On Thu, Dec 15, 2011 at 5:19 PM, Jed Rothwell <[email protected] <mailto:[email protected]>> wrote:

    Charles Hope <[email protected]
    <mailto:[email protected]>> wrote:

        Are there any examples of pathological science persisting 20
        years without being properly debunked?


    Not to my knowledge. Unless you count things like water memory,
    which may be real after all


You'd better hope it's not, says the water in my toilet, the water in the sewers, the water exposed to toxic metals in mines, and the water used to clean slaughter houses, after accidents, in mortuaries and infectious disease labs... do I really need to continue?

    and acupuncture


Acupuncture is a real intervention in which needles are stuck into people. I'd expect it to have some effect yet after millenia of use, nobody is sure what it does much less why.

Probably because the endorphin system was unknown until relatively recently, and traditional practitioners of Chinese medicine are still largely ignorant of the theory which would let them understand what they do. (I mean, they use acupuncture, which pretty clearly works for at least some stuff, and at the same time they prescribe reindeer antlers for fertility problems, 'cause they're long and pointy ... mixing plausible folk medicine with sympathetic magic, the ones I've encountered are not strong on theory.)

The meridian nonsense is no doubt just that, but for inflammation relief there appears to be little question that acupuncture does something quite useful -- just as onions and garlic on a sore back may relieve the ache. It's not magic, it's just NSAIDs that don't happen to come from a drug company.
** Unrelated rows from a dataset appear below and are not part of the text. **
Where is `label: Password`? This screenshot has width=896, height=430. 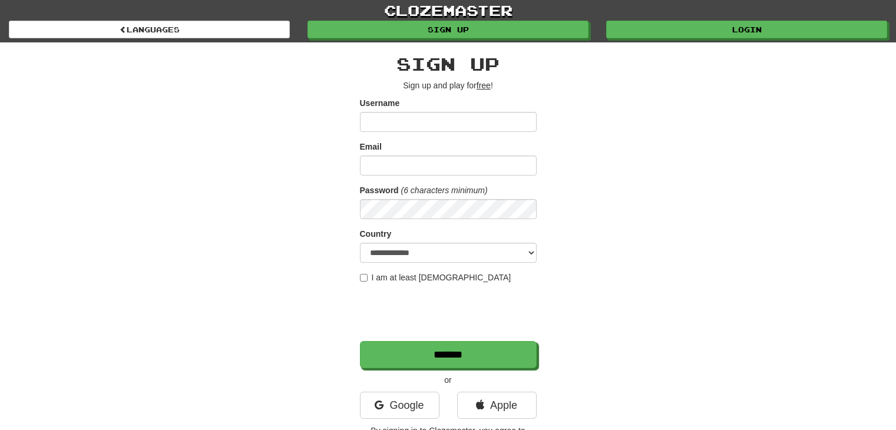
label: Password is located at coordinates (379, 190).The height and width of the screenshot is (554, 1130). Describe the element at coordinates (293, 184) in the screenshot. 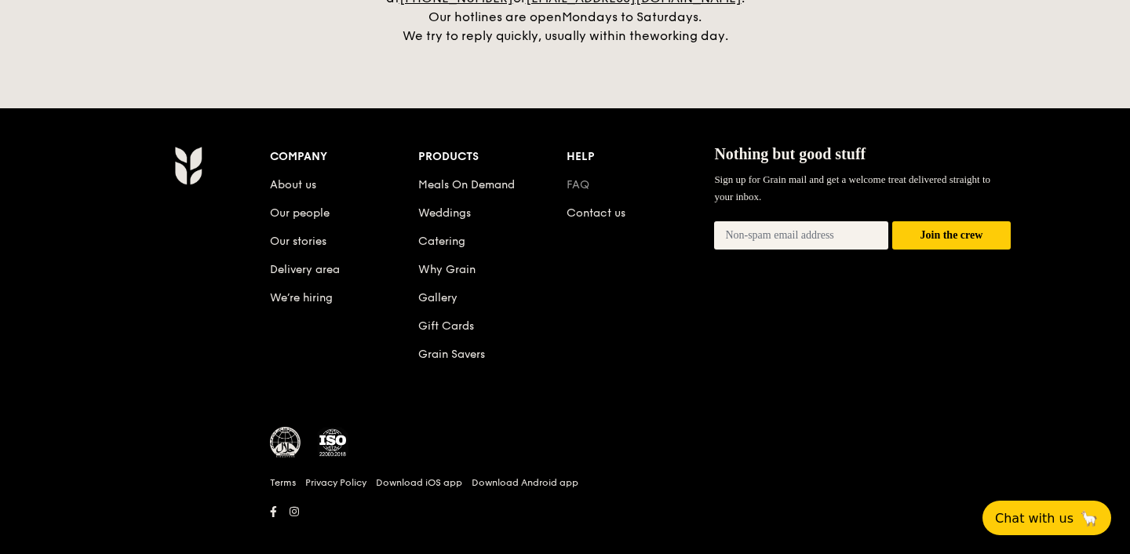

I see `a: About us` at that location.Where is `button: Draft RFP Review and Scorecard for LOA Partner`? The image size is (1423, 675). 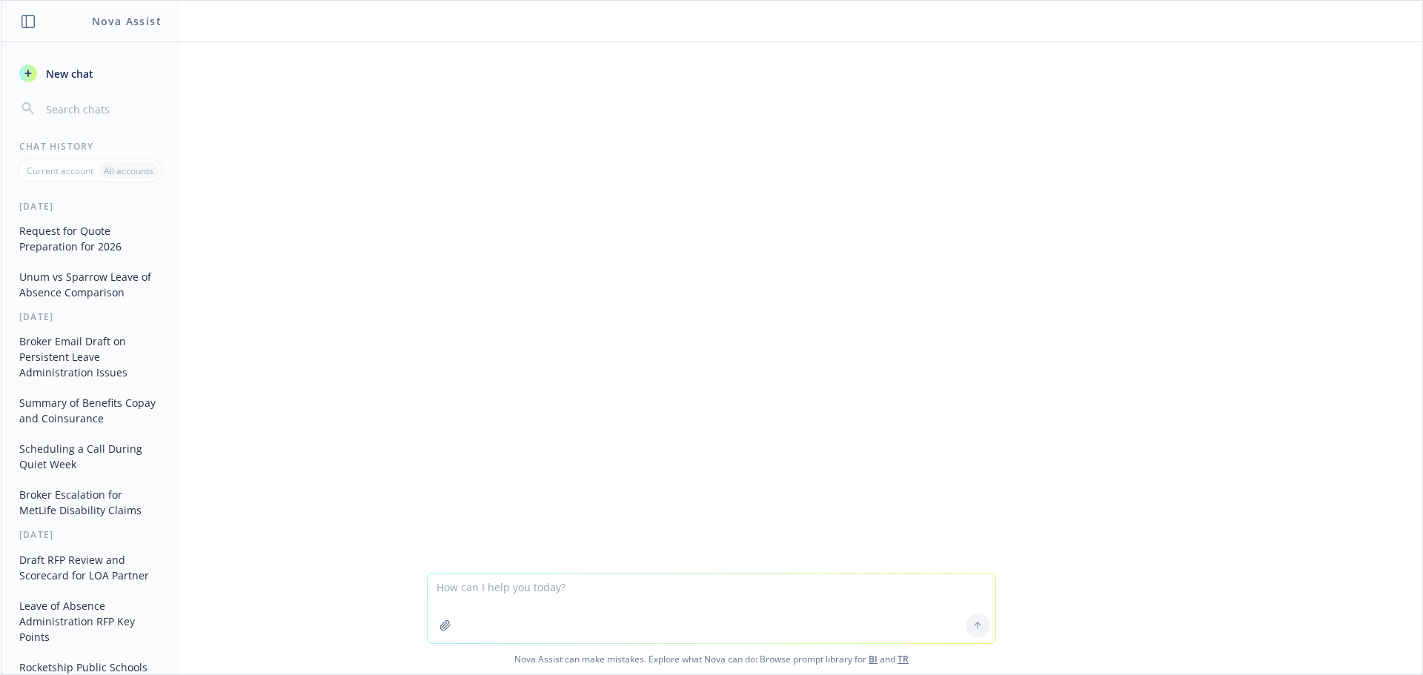 button: Draft RFP Review and Scorecard for LOA Partner is located at coordinates (90, 568).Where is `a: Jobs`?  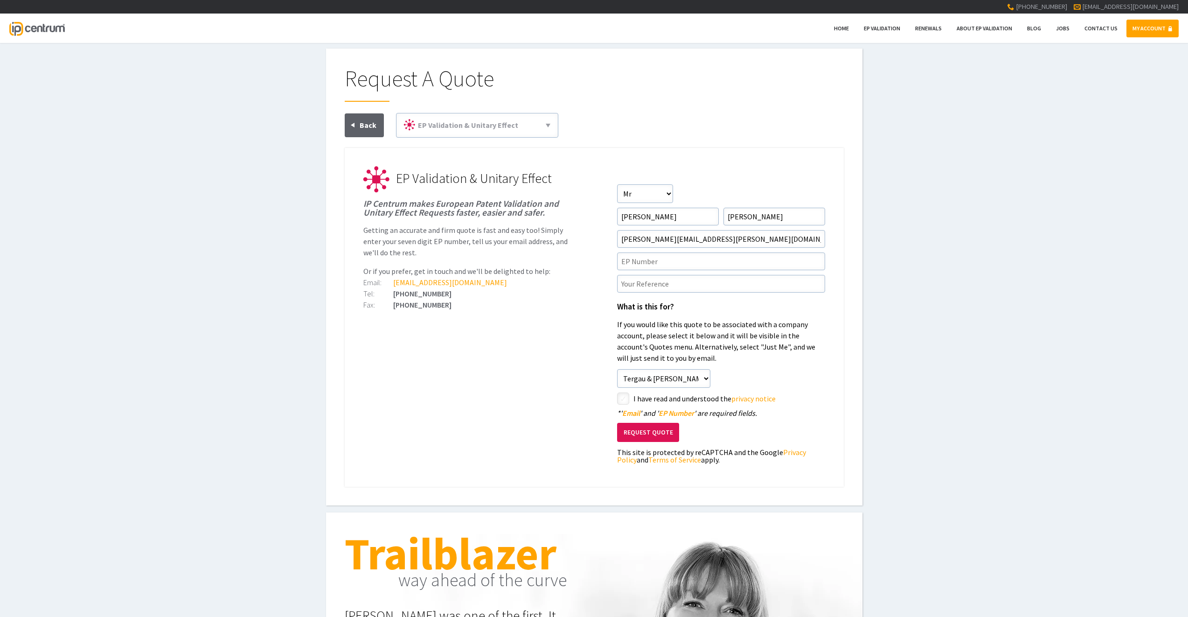
a: Jobs is located at coordinates (1062, 28).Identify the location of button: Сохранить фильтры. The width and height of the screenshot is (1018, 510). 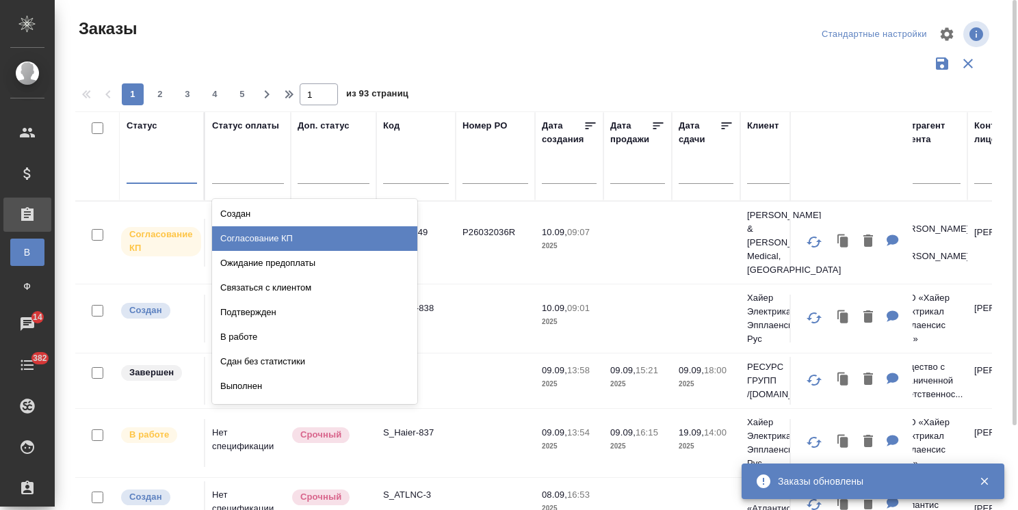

And all the classical stuff about Yin and Yang and meridians which antedates modern medicine is nothing but nonsense.

Yeah.  For sure.


Some people may get mild pain relief from it. It's claims to provide surgical anesthesia are probably based on bad experiments or fraud.

    and chiropractic, which seem to work.


Chiropractic manipulation done very cautiously and gently may make people feel a bit better from minor muscle spams, aches and pains.

My understanding is that it's been approved in the U.S. in large part because it works better than allopathic medicine when treating muscle and joint injuries.

(Of course, given what most conventional doctors know about treating muscle and joint injuries, it's quite possible that doing nothing at all would typically work better.)


The theory of chiropractic, namely that disease is caused by misalignment of the spine, is absurd.

No argument there.


Nor can manipulation change the alignment of the spine which is held in place by steel-strong ligaments. Experiments in cadavers verify that manipulation would have to tear off your head to reach the strength required to do what chiropractors claim.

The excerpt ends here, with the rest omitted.